__WORK TO COMPLETE__:
Repeat only the lines below from the one containing "reading: 48 %RH" through the one containing "reading: 9.50 (no unit)", inclusive, exactly as written.

(DATASET RECORDS)

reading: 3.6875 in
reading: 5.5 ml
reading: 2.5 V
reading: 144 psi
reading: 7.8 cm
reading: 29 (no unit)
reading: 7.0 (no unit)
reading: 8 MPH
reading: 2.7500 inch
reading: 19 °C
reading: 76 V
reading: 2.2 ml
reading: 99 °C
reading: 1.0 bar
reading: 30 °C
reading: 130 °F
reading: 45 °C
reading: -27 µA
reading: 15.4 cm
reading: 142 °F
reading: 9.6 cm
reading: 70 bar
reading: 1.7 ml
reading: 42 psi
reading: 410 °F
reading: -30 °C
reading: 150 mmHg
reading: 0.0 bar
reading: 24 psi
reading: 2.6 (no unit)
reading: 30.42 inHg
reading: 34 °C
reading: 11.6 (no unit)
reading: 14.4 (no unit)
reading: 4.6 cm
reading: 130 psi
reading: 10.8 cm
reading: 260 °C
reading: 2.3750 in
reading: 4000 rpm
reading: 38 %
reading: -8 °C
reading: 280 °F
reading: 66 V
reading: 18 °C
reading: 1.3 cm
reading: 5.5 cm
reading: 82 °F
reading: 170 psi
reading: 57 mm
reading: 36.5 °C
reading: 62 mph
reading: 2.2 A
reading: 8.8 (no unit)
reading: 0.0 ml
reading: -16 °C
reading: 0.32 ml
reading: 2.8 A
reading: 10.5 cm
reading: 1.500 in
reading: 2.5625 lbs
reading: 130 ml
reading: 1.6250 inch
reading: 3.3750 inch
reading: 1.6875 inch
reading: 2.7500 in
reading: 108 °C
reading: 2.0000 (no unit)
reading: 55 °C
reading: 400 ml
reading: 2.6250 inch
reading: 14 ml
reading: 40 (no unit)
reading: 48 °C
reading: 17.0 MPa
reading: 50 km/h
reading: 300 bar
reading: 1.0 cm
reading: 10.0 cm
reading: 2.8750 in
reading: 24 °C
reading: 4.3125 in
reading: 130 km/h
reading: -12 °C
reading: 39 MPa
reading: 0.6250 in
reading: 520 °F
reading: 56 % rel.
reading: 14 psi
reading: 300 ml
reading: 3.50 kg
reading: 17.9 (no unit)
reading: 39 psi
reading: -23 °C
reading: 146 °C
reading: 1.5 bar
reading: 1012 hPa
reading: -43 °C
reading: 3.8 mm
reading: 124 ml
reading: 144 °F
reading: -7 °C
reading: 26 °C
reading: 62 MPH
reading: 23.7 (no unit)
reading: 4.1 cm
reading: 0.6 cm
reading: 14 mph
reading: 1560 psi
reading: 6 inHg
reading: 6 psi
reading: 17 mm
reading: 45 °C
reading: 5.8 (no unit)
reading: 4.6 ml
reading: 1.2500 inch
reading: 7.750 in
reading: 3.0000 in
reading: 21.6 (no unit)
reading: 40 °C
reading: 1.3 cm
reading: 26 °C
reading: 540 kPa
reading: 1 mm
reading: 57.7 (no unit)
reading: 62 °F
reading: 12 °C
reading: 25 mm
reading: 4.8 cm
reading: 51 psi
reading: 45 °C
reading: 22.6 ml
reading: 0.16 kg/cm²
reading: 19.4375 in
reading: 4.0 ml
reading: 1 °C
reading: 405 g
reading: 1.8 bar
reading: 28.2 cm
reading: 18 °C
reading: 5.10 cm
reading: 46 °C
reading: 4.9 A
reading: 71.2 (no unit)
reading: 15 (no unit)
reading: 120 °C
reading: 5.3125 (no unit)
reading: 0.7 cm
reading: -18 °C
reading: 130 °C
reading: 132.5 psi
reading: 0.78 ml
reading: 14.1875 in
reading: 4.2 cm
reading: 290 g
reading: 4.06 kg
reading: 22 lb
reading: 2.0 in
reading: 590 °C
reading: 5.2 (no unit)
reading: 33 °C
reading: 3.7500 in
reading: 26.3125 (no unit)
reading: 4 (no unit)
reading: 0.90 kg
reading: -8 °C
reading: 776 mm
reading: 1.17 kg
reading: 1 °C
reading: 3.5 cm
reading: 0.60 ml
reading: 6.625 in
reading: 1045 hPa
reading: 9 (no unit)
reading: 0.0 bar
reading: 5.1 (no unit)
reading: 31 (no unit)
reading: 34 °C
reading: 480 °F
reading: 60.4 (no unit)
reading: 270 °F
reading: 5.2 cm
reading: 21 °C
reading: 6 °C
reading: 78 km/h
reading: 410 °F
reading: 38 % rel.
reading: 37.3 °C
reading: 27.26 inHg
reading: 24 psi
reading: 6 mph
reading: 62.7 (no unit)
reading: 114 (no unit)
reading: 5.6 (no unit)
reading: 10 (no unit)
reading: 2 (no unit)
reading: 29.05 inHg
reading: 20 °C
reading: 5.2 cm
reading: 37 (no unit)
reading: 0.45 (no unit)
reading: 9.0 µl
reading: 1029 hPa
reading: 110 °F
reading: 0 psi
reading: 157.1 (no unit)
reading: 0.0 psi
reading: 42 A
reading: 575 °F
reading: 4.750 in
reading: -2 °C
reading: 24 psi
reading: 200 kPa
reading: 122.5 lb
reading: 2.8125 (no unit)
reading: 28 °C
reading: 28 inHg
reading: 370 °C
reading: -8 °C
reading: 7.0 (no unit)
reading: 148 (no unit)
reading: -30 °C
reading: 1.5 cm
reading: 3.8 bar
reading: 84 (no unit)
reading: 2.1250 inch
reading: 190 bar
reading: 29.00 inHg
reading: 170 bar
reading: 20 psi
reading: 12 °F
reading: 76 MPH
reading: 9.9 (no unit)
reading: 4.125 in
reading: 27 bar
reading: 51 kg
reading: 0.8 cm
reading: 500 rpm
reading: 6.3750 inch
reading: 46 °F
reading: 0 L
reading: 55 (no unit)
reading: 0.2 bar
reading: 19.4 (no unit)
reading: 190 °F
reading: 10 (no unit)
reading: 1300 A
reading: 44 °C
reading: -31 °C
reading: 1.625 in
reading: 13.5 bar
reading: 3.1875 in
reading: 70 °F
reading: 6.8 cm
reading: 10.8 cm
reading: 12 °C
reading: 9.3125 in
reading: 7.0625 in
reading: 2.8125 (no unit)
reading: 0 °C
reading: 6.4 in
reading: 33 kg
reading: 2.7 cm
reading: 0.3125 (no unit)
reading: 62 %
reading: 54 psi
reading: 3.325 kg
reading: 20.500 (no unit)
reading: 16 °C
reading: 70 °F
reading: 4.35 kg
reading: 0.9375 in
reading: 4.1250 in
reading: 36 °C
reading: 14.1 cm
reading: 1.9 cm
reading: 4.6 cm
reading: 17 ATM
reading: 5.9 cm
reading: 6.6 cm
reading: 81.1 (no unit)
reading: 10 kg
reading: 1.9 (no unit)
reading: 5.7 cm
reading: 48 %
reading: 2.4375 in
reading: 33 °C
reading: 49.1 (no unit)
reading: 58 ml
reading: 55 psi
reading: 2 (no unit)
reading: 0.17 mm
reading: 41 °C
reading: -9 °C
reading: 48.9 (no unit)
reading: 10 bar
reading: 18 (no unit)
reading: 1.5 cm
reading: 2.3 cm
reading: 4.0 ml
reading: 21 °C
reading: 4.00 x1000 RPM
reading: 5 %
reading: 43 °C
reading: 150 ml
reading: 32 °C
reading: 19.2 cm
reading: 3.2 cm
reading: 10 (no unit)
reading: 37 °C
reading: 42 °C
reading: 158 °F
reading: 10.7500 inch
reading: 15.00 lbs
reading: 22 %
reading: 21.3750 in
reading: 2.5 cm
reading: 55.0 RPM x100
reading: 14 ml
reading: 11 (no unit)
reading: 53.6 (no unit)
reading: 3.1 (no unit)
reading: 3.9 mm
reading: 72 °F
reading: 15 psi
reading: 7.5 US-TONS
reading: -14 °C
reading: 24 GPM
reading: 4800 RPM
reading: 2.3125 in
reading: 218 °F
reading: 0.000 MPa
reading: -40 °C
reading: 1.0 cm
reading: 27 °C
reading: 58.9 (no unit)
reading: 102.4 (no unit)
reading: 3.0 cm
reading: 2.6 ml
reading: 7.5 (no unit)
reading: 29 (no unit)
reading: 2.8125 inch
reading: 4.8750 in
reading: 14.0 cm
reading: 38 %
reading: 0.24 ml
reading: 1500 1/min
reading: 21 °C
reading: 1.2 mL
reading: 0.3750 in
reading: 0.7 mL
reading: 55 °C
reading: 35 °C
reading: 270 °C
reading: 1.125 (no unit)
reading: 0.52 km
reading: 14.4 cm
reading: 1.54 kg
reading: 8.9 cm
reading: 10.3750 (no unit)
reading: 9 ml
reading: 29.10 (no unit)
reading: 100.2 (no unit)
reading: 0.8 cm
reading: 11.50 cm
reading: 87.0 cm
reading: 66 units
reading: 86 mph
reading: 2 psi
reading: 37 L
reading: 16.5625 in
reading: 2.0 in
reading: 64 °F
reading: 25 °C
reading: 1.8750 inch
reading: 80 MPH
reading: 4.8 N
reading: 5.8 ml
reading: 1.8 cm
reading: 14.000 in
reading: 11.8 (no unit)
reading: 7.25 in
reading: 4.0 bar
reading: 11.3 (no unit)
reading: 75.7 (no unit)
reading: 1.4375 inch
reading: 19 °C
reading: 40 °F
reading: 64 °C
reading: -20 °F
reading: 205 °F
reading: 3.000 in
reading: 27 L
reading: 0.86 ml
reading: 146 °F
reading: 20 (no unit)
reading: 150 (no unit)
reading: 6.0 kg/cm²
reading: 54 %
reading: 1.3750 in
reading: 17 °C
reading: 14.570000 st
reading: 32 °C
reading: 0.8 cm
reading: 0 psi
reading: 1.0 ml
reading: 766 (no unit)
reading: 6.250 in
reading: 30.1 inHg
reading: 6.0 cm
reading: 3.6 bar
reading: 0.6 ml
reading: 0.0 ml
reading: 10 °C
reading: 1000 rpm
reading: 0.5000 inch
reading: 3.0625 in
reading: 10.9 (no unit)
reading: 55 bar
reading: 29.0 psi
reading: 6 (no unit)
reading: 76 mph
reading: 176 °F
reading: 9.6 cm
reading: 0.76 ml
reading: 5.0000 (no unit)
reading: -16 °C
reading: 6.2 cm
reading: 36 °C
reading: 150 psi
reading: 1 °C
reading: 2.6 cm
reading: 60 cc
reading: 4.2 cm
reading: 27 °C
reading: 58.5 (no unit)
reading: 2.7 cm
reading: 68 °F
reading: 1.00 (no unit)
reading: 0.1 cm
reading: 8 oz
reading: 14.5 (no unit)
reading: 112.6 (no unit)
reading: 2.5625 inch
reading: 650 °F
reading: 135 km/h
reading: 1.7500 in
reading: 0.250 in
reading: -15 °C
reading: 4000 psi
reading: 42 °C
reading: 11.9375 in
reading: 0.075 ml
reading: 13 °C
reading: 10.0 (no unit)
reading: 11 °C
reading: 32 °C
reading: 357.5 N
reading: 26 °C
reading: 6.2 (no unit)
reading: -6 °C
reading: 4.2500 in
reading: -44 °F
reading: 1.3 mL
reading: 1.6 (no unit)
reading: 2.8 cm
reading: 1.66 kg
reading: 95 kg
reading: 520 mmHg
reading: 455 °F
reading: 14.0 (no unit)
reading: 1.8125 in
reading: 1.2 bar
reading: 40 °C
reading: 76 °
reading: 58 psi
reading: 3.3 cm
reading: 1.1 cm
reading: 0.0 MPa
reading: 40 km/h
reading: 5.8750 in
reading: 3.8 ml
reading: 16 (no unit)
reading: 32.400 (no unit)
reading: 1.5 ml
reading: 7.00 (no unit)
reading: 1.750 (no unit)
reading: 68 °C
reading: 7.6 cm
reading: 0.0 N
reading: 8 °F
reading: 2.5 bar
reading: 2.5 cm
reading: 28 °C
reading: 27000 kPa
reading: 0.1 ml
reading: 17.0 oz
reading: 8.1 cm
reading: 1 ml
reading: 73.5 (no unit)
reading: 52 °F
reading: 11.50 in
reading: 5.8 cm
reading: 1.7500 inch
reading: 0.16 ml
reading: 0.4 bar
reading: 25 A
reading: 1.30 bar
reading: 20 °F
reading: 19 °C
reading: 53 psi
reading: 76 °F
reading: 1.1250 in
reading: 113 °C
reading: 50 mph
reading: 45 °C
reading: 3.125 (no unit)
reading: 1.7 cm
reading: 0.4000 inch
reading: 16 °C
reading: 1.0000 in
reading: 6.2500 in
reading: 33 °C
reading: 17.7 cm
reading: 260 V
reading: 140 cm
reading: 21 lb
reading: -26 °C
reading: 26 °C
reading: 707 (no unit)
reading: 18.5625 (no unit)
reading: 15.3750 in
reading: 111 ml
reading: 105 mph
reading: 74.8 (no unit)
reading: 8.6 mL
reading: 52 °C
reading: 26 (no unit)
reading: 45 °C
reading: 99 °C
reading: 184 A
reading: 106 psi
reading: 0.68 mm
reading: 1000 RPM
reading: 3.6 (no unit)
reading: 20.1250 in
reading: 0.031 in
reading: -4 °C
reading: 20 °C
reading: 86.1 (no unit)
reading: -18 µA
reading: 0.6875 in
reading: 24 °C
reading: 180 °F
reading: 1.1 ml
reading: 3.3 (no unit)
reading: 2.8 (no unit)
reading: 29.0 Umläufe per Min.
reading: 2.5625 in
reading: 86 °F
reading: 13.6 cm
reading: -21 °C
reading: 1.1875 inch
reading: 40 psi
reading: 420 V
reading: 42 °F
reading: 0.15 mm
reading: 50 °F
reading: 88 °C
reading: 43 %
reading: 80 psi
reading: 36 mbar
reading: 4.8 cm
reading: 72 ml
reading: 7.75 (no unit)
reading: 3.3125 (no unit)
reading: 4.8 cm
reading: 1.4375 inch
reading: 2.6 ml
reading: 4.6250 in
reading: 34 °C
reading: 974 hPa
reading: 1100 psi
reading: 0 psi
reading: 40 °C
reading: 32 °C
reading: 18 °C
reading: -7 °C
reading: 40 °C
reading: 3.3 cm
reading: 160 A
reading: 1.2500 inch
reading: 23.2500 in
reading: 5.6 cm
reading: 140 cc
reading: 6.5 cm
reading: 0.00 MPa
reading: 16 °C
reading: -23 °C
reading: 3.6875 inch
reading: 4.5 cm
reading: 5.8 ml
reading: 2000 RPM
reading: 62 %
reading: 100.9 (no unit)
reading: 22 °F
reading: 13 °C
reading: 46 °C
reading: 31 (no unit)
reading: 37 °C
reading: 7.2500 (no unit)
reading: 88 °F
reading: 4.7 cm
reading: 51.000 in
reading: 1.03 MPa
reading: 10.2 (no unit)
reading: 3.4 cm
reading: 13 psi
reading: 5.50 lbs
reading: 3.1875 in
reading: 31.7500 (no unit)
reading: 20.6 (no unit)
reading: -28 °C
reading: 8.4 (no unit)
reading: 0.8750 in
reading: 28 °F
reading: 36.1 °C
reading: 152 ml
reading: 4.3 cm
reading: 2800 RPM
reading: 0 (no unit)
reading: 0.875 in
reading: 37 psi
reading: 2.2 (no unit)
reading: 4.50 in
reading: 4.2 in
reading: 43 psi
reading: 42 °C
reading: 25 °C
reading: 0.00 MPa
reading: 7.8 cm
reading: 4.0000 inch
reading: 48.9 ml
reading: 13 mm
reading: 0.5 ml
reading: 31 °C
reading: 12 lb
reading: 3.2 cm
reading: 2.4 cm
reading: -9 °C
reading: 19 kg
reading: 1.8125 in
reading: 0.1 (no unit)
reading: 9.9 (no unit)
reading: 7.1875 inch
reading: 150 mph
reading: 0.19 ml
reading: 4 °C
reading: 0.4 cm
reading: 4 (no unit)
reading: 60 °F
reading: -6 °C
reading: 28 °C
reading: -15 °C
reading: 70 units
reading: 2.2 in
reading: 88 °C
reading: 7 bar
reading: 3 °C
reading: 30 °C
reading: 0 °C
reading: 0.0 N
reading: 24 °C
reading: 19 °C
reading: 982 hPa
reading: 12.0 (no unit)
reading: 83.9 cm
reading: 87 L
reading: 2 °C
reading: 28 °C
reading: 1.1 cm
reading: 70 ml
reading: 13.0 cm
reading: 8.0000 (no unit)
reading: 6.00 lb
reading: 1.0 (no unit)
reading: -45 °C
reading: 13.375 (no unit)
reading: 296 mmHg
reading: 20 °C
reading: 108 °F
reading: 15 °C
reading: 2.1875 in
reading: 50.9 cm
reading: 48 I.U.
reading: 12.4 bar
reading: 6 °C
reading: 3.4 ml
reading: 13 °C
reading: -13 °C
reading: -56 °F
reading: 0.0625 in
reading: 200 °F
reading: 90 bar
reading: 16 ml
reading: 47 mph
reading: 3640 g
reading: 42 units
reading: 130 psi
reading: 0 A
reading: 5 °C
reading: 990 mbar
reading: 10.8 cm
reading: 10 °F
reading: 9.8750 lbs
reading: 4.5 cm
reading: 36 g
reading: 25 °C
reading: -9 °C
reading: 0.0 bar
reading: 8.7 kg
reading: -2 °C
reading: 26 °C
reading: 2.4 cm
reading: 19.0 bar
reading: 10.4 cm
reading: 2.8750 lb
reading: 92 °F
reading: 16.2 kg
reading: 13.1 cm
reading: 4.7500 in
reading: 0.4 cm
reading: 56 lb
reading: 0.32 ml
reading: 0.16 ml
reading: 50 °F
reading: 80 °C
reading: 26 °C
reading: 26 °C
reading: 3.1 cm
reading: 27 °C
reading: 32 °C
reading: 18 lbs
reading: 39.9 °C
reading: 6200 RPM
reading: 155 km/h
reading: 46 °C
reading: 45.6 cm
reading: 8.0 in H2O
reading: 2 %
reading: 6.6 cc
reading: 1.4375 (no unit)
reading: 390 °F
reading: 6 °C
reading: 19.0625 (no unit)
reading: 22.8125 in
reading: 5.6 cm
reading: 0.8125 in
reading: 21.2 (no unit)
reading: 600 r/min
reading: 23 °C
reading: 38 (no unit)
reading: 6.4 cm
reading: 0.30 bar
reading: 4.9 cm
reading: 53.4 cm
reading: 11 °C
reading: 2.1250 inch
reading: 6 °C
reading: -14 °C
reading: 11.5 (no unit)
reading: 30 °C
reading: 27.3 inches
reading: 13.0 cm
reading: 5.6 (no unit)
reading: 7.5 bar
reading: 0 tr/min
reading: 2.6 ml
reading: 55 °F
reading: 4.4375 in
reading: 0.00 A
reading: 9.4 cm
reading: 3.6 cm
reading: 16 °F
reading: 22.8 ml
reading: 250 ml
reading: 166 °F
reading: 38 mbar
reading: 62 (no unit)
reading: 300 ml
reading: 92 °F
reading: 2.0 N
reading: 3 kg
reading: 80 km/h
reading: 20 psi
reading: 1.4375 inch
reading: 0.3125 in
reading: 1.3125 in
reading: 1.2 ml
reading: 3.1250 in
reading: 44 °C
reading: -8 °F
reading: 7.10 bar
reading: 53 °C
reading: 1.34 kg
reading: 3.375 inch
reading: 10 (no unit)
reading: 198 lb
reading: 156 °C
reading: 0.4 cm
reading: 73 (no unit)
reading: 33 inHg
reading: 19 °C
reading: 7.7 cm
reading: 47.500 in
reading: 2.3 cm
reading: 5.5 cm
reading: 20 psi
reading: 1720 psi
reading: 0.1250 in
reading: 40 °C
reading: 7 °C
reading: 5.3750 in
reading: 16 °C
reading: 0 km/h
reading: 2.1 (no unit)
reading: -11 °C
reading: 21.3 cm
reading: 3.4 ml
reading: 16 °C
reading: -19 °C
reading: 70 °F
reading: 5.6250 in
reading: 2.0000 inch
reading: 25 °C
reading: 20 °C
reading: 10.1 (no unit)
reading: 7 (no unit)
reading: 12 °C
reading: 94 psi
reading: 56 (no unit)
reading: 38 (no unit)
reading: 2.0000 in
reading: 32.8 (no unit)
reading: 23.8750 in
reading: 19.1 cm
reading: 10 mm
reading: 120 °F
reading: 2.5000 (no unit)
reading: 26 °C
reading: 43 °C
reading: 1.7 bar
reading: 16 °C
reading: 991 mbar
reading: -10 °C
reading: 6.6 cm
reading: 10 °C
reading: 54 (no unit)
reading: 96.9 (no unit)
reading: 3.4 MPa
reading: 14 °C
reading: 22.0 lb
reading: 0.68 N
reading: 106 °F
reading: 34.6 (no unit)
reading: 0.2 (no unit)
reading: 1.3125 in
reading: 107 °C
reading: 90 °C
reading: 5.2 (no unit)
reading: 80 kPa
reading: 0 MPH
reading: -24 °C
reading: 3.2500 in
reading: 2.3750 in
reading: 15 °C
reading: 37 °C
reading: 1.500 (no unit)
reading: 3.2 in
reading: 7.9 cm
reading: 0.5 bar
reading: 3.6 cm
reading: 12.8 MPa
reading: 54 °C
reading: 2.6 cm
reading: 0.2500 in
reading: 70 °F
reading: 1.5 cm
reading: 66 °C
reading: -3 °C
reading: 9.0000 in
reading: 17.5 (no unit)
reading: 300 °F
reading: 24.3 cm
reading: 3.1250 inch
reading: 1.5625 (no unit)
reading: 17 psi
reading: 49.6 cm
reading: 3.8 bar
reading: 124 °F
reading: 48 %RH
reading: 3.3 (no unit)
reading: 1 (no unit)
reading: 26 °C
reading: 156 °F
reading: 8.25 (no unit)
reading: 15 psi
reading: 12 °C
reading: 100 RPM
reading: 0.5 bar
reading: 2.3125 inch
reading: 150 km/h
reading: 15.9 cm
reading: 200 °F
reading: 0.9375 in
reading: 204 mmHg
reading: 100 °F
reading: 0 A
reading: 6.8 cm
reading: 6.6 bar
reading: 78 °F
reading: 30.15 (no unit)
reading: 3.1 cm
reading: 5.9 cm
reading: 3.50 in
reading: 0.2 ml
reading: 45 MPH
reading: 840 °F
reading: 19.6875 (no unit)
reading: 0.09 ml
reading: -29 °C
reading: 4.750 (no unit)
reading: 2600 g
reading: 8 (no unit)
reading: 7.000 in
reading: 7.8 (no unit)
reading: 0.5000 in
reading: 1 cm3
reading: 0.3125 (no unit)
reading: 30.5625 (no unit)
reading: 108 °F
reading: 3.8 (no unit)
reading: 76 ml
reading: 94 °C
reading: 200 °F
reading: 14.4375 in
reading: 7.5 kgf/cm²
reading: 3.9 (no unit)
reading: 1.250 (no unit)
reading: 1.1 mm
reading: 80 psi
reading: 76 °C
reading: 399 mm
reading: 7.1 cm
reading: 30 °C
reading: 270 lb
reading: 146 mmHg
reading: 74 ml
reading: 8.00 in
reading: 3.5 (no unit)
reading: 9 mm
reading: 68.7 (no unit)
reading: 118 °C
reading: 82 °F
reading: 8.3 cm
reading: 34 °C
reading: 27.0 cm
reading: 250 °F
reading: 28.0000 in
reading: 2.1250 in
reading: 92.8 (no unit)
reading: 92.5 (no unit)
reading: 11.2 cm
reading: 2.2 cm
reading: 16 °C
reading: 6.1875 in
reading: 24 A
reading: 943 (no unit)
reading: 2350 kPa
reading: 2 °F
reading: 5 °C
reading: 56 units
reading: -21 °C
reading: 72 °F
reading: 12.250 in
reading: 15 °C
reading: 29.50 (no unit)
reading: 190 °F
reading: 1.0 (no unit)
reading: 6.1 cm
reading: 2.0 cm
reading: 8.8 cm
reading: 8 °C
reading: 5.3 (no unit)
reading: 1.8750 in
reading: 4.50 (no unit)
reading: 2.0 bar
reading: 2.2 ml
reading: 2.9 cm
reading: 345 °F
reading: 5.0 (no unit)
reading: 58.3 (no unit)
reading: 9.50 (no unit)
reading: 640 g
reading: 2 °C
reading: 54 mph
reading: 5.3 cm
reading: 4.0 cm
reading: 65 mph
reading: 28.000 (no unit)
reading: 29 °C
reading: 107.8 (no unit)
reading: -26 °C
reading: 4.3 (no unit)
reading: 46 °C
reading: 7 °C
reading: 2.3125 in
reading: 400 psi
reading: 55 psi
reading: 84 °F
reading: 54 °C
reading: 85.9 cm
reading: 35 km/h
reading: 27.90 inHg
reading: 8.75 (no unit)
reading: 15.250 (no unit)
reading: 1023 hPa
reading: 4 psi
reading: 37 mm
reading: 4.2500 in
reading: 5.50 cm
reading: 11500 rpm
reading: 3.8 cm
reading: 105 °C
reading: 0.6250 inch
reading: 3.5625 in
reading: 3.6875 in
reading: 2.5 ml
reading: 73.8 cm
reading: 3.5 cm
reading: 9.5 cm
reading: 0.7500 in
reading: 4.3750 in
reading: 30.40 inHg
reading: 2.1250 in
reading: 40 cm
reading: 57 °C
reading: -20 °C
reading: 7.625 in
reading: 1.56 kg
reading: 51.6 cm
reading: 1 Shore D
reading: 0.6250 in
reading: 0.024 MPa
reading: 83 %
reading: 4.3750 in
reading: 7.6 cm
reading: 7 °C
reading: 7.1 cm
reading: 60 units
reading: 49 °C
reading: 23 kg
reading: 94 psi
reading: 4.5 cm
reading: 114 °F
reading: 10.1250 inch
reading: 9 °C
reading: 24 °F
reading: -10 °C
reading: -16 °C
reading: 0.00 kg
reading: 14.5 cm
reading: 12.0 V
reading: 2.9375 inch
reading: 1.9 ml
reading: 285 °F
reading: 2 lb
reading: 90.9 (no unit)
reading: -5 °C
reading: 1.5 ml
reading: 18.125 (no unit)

(End DATASET RECORDS)

__RESPONSE__:
reading: 48 %RH
reading: 3.3 (no unit)
reading: 1 (no unit)
reading: 26 °C
reading: 156 °F
reading: 8.25 (no unit)
reading: 15 psi
reading: 12 °C
reading: 100 RPM
reading: 0.5 bar
reading: 2.3125 inch
reading: 150 km/h
reading: 15.9 cm
reading: 200 °F
reading: 0.9375 in
reading: 204 mmHg
reading: 100 °F
reading: 0 A
reading: 6.8 cm
reading: 6.6 bar
reading: 78 °F
reading: 30.15 (no unit)
reading: 3.1 cm
reading: 5.9 cm
reading: 3.50 in
reading: 0.2 ml
reading: 45 MPH
reading: 840 °F
reading: 19.6875 (no unit)
reading: 0.09 ml
reading: -29 °C
reading: 4.750 (no unit)
reading: 2600 g
reading: 8 (no unit)
reading: 7.000 in
reading: 7.8 (no unit)
reading: 0.5000 in
reading: 1 cm3
reading: 0.3125 (no unit)
reading: 30.5625 (no unit)
reading: 108 °F
reading: 3.8 (no unit)
reading: 76 ml
reading: 94 °C
reading: 200 °F
reading: 14.4375 in
reading: 7.5 kgf/cm²
reading: 3.9 (no unit)
reading: 1.250 (no unit)
reading: 1.1 mm
reading: 80 psi
reading: 76 °C
reading: 399 mm
reading: 7.1 cm
reading: 30 °C
reading: 270 lb
reading: 146 mmHg
reading: 74 ml
reading: 8.00 in
reading: 3.5 (no unit)
reading: 9 mm
reading: 68.7 (no unit)
reading: 118 °C
reading: 82 °F
reading: 8.3 cm
reading: 34 °C
reading: 27.0 cm
reading: 250 °F
reading: 28.0000 in
reading: 2.1250 in
reading: 92.8 (no unit)
reading: 92.5 (no unit)
reading: 11.2 cm
reading: 2.2 cm
reading: 16 °C
reading: 6.1875 in
reading: 24 A
reading: 943 (no unit)
reading: 2350 kPa
reading: 2 °F
reading: 5 °C
reading: 56 units
reading: -21 °C
reading: 72 °F
reading: 12.250 in
reading: 15 °C
reading: 29.50 (no unit)
reading: 190 °F
reading: 1.0 (no unit)
reading: 6.1 cm
reading: 2.0 cm
reading: 8.8 cm
reading: 8 °C
reading: 5.3 (no unit)
reading: 1.8750 in
reading: 4.50 (no unit)
reading: 2.0 bar
reading: 2.2 ml
reading: 2.9 cm
reading: 345 °F
reading: 5.0 (no unit)
reading: 58.3 (no unit)
reading: 9.50 (no unit)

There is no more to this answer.